[Stored data entries]
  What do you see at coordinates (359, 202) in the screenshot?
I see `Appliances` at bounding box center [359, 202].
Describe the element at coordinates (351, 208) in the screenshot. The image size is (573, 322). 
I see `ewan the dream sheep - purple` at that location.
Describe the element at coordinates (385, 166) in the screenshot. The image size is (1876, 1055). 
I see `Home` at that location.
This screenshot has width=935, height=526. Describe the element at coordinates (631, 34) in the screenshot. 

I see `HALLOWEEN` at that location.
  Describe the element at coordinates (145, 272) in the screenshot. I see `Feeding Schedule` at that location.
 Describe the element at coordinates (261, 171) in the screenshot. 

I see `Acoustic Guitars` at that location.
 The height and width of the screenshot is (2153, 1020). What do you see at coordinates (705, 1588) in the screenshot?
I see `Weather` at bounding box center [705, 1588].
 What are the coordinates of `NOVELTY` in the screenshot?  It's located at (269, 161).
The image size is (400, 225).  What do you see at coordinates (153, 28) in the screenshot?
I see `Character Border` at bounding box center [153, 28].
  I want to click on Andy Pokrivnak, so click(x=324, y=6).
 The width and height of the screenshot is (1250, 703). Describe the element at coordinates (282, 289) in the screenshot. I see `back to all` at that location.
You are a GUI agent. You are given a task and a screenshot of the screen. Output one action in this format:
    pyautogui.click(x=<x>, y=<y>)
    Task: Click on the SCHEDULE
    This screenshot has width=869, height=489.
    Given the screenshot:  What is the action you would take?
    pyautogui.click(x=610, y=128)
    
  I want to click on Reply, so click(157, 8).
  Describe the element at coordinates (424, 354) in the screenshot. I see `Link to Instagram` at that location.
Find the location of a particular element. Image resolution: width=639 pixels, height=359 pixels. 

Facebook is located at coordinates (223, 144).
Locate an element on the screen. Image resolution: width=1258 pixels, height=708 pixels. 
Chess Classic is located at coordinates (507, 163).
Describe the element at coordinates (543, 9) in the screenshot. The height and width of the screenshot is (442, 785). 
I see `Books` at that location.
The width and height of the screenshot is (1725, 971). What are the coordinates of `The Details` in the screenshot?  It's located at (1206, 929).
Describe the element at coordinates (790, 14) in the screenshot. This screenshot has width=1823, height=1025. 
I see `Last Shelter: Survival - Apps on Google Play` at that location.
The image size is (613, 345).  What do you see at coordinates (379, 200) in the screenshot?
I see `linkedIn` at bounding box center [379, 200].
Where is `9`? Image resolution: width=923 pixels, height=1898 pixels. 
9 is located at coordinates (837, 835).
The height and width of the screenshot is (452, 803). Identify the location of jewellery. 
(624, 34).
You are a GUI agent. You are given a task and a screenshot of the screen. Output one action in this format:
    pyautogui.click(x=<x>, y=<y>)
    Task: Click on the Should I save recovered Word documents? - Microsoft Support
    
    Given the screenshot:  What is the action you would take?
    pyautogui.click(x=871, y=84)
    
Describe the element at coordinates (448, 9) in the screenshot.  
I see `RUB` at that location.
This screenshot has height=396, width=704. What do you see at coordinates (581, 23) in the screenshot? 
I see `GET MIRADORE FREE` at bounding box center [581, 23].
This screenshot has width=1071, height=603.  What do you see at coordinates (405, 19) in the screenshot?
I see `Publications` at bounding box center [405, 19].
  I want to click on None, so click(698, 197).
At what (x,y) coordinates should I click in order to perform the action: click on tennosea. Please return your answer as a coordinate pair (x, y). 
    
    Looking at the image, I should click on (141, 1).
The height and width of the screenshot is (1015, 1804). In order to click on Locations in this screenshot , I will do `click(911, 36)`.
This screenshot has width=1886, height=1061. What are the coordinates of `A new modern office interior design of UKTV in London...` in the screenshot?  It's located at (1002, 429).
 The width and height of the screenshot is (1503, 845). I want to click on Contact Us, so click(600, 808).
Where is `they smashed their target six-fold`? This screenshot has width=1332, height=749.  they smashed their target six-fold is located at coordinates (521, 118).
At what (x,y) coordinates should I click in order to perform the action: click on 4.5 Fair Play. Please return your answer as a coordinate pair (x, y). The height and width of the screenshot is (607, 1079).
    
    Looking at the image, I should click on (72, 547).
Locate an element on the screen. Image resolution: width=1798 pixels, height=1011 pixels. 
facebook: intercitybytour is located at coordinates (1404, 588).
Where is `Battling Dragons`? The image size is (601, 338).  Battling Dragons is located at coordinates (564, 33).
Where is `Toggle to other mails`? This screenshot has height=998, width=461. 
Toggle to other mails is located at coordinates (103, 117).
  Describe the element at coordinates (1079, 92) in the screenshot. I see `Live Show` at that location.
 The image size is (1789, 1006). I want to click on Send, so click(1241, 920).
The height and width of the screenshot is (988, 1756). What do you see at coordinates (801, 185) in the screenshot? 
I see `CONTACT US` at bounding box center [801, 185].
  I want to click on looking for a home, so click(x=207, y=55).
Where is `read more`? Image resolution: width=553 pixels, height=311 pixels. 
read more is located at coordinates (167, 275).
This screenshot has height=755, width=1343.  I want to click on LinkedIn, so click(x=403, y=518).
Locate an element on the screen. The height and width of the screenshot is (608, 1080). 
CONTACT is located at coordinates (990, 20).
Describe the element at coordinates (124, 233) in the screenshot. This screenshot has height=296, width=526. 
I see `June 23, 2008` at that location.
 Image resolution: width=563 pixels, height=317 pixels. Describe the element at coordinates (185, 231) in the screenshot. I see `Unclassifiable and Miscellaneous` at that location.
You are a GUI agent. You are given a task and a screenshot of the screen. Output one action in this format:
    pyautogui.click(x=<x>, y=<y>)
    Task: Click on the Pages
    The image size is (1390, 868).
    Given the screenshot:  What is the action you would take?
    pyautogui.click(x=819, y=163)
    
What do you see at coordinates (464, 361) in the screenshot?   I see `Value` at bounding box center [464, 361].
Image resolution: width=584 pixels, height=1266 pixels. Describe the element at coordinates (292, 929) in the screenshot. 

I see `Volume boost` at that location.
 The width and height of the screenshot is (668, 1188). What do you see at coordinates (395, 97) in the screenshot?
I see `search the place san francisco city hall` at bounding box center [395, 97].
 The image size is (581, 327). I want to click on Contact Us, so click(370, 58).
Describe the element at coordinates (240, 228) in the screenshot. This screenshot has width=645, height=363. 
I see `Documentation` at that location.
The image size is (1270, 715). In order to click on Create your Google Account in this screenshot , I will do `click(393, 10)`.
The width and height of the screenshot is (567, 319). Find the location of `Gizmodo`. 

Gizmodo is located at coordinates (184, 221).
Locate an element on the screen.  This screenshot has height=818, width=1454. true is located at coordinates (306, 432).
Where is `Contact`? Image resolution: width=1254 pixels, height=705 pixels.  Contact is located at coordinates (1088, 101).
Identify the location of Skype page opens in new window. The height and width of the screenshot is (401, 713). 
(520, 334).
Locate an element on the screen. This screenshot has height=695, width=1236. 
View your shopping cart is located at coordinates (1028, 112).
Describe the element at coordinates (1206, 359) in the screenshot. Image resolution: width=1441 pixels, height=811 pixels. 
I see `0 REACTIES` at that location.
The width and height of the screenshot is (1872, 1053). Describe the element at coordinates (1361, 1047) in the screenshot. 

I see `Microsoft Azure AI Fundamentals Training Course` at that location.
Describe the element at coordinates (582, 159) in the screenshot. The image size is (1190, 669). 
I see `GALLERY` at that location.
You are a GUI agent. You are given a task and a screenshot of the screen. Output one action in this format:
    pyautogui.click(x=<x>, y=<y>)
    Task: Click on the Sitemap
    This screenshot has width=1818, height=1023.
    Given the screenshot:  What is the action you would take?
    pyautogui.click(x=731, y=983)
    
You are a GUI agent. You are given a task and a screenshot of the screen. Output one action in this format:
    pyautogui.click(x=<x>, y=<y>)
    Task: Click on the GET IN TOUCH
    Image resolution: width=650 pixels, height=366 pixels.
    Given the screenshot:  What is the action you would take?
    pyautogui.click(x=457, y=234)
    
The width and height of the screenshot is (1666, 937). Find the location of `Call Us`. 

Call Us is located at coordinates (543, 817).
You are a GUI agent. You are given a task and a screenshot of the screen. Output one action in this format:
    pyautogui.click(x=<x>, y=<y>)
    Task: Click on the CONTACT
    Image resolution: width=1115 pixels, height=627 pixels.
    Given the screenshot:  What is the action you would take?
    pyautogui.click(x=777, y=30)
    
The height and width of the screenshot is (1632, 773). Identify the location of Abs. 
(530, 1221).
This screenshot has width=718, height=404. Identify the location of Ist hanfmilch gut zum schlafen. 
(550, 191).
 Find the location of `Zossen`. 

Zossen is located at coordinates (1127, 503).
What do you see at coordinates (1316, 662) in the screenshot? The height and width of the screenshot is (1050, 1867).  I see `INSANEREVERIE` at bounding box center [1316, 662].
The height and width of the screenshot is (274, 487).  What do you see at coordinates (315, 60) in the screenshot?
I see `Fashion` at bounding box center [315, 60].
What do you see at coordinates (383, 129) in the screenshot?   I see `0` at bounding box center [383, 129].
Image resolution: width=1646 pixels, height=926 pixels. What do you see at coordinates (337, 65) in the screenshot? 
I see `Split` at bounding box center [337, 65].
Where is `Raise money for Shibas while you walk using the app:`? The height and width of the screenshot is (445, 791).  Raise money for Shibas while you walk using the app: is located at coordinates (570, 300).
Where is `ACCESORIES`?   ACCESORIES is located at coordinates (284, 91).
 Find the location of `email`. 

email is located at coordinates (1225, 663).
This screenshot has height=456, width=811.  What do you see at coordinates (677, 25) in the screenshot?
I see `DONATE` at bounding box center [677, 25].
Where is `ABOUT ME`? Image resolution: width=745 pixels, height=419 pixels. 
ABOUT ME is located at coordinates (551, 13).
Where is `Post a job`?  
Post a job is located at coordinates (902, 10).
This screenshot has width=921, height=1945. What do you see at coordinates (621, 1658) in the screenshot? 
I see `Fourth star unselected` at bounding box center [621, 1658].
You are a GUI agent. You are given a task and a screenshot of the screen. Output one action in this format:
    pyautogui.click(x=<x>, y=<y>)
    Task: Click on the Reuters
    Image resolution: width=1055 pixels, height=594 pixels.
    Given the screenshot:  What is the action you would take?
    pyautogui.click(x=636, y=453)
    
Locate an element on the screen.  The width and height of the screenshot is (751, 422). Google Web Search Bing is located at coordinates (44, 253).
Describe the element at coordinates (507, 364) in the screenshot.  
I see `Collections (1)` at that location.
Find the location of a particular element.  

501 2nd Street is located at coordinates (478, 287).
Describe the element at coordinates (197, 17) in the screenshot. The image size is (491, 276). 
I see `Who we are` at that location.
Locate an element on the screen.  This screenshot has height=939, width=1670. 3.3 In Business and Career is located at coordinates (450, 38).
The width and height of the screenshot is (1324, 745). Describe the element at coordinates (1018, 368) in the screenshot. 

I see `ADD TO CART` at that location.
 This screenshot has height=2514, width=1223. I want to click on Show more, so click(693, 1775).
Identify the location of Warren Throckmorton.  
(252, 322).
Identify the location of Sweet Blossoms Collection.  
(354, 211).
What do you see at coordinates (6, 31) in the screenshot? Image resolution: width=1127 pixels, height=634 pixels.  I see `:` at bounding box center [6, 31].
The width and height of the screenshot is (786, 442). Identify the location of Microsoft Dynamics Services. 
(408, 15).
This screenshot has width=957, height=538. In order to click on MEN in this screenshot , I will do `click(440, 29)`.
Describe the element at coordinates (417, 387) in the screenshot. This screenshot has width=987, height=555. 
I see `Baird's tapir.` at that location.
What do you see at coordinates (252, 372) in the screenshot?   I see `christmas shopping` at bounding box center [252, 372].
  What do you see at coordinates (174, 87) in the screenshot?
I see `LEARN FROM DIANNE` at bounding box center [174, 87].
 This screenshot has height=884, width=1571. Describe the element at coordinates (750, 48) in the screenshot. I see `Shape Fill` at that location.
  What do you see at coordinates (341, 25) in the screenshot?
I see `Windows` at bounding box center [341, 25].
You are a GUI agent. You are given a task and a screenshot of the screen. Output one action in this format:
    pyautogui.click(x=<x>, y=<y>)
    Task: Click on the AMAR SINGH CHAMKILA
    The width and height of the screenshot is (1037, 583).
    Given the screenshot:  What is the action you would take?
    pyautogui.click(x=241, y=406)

* **WHAT YOU ARE ASKED TO DO**
Give back, unchanged, the line containing "Identify the location of Warren" and each line that comes after it in the entries above, ending with the last.

* **ANSWER AREA**
Identify the location of Warren Throckmorton.  
(252, 322).
Identify the location of Sweet Blossoms Collection.  
(354, 211).
What do you see at coordinates (6, 31) in the screenshot? Image resolution: width=1127 pixels, height=634 pixels.  I see `:` at bounding box center [6, 31].
The width and height of the screenshot is (786, 442). Identify the location of Microsoft Dynamics Services. 
(408, 15).
This screenshot has width=957, height=538. In order to click on MEN in this screenshot , I will do `click(440, 29)`.
Describe the element at coordinates (417, 387) in the screenshot. This screenshot has width=987, height=555. 
I see `Baird's tapir.` at that location.
What do you see at coordinates (252, 372) in the screenshot?   I see `christmas shopping` at bounding box center [252, 372].
  What do you see at coordinates (174, 87) in the screenshot?
I see `LEARN FROM DIANNE` at bounding box center [174, 87].
 This screenshot has height=884, width=1571. Describe the element at coordinates (750, 48) in the screenshot. I see `Shape Fill` at that location.
  What do you see at coordinates (341, 25) in the screenshot?
I see `Windows` at bounding box center [341, 25].
You are a GUI agent. You are given a task and a screenshot of the screen. Output one action in this format:
    pyautogui.click(x=<x>, y=<y>)
    Task: Click on the AMAR SINGH CHAMKILA
    The width and height of the screenshot is (1037, 583).
    Given the screenshot:  What is the action you would take?
    pyautogui.click(x=241, y=406)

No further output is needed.